Frosted branch angiitis due to retinal vasculitis that was associated with antisynthetase syndrome
B. Diagnostic anterior chamber paracentesis and intravitreal foscarnet
Despite the patient’s clinical presentation being suggestive of autoimmune retinal vasculitis, the most appropriate initial step is to rule out viral retinitis with an anterior chamber paracentesis and empirical treatment with intravitreal foscarnet (choice B) given the patient’s immunocompromised status. Escalating immunosuppression (choice A) is inappropriate before excluding infectious etiologies. Peripheral blood smear and flow cytometry (choice C) for clonality assessment or positron emission tomography–computed tomography (choice D) for occult malignancy screening are inappropriate in the short-term setting.
Frosted branch angiitis is a form of retinal vasculitis that is characterized by diffuse vascular sheathing and various degrees of intraocular inflammation.1 Idiopathic frosted branch angiitis occurs in otherwise healthy patients in their first or third decade of life following a viral illness and has a favorable prognosis with systemic steroid therapy.1- 3 Secondary frosted branch angiitis occurs in patients with an underlying infection, such as cytomegalovirus, herpes simplex virus, varicella-zoster virus, toxoplasmosis, tuberculosis, and syphilis, or inflammatory disease, such as Crohn disease, granulomatosis with polyangiitis, sarcoidosis, systemic lupus erythematosus, antiphospholipid syndrome, Behçet disease, multiple sclerosis, familial Mediterranean fever, or drug-induced antineutrophil cytoplasmic antibody vasculitis,1,3- 5 and is thought to result from immune complex deposition. The frosted branchlike appearance may be associated with leukemia or lymphoma due to vessel wall infiltration with malignant cells. This patient had a normal whole-blood flow cytometry. Frosted branch angiitis may also present as a paraneoplastic manifestation of Hodgkin lymphoma6; however, this patient had an unremarkable whole-body positron emission tomography–computed tomography.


* [PROBLEM STATEMENT]:
A single figure is wanted: the count of lines below containing the string "fever".

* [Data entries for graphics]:
+ + + + +

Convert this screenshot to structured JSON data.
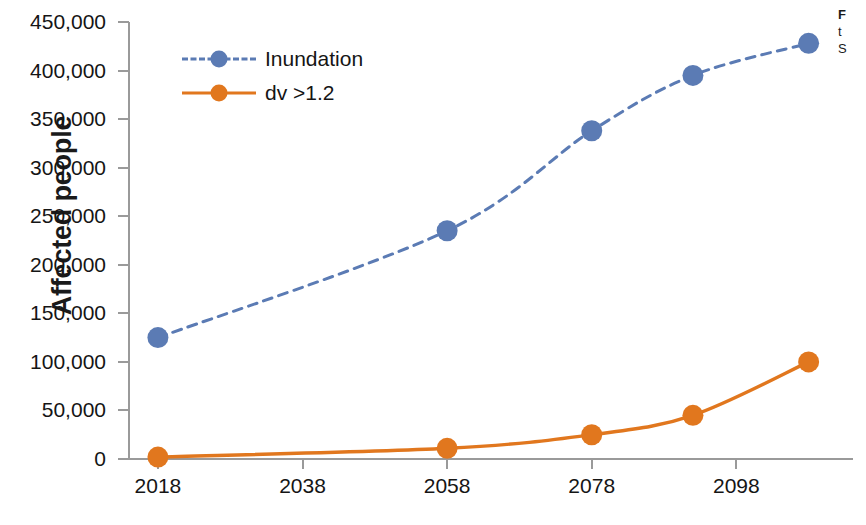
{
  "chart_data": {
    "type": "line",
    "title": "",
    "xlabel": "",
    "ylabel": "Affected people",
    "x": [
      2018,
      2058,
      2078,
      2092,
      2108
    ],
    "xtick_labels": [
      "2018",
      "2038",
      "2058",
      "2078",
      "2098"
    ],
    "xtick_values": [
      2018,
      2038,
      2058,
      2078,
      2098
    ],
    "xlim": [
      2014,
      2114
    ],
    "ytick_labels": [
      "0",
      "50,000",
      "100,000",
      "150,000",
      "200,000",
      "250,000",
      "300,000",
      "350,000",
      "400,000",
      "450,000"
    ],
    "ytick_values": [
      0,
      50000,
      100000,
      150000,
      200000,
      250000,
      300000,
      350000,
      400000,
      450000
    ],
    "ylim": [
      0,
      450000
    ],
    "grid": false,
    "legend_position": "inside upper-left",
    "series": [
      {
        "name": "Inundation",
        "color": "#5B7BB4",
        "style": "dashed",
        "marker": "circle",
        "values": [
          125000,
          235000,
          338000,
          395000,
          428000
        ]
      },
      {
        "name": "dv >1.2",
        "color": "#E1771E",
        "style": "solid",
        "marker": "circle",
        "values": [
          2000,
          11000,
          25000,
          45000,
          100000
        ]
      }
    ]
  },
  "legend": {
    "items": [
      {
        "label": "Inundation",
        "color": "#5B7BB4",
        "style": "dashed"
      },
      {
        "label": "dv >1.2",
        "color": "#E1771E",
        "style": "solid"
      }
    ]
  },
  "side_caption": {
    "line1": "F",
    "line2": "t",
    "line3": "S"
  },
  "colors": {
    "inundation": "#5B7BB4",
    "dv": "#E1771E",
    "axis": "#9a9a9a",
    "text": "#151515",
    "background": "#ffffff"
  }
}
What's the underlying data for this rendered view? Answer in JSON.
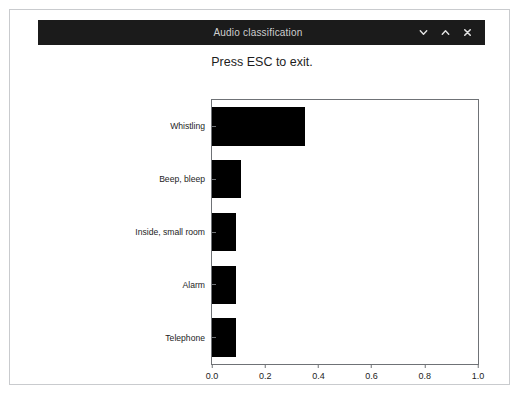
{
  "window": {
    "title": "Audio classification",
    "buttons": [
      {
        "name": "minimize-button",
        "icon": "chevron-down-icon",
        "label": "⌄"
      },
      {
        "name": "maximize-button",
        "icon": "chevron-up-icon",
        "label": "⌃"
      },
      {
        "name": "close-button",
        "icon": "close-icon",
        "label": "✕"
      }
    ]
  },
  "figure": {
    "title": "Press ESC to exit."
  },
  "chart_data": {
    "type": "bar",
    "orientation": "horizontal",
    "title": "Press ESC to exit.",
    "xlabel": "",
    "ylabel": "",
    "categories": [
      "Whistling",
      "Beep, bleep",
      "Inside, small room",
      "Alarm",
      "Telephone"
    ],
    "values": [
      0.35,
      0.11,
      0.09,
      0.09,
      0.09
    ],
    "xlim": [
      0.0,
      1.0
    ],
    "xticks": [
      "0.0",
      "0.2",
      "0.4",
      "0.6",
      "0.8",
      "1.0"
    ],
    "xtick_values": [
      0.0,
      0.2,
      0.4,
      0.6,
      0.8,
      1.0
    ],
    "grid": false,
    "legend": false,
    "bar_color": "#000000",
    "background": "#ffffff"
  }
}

+ + + + +

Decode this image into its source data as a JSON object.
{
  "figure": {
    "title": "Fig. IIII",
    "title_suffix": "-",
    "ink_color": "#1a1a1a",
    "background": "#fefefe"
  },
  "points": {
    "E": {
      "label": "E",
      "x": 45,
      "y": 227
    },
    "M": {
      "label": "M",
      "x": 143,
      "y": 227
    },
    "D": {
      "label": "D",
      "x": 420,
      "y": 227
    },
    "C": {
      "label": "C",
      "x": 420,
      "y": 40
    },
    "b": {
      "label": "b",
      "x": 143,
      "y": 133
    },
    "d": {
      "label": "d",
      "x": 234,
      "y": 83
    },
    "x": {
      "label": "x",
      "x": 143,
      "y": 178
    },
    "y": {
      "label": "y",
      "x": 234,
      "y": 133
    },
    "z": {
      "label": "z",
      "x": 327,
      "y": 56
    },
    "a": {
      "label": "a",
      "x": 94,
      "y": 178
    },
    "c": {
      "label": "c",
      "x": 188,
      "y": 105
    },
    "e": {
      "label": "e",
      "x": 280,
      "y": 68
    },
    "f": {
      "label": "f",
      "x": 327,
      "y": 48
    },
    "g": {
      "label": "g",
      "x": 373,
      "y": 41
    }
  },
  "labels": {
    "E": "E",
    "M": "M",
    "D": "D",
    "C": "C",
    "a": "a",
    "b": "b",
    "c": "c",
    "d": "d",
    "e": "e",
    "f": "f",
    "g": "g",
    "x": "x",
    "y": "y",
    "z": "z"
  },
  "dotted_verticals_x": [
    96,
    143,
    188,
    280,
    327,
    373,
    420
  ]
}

+ + + + +

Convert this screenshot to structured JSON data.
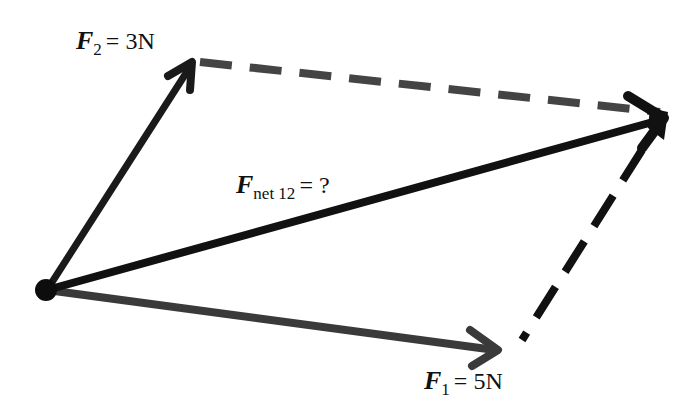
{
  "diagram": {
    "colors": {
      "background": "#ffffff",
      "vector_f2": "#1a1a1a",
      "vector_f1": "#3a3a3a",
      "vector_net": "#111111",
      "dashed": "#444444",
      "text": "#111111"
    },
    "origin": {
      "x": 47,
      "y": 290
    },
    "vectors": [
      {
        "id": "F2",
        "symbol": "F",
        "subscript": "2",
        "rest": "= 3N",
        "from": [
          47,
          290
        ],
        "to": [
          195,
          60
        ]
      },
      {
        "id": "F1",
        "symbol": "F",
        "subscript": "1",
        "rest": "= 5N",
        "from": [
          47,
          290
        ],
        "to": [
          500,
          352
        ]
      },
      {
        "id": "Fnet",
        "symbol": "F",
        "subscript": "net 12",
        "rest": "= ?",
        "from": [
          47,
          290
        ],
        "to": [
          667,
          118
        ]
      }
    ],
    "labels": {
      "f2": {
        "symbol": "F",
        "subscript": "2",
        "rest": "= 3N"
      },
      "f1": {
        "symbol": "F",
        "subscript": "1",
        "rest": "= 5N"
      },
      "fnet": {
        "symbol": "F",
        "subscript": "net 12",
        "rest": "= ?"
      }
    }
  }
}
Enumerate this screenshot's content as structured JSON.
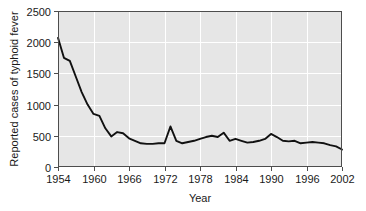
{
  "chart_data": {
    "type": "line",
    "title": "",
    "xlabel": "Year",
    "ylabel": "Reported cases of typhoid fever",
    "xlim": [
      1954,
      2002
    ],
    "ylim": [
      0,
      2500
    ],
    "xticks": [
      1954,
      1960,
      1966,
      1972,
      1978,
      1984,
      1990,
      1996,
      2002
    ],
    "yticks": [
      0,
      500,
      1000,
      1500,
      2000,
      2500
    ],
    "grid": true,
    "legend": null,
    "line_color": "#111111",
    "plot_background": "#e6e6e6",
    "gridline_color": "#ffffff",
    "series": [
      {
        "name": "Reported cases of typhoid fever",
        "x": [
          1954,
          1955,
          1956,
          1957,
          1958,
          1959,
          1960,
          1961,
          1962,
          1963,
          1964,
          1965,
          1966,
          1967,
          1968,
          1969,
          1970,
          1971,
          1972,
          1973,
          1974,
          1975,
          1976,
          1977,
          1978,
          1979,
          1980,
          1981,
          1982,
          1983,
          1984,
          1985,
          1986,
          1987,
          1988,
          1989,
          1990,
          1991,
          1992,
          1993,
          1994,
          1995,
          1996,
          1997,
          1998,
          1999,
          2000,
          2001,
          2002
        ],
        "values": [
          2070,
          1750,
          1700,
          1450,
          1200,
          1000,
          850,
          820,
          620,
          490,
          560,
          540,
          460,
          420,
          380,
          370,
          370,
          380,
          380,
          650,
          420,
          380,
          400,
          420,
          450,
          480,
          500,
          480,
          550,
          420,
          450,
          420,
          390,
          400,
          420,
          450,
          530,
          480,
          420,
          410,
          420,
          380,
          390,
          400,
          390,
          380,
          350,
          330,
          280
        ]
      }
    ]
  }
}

+ + + + +

* [WRITTEN SOLUTION]:
2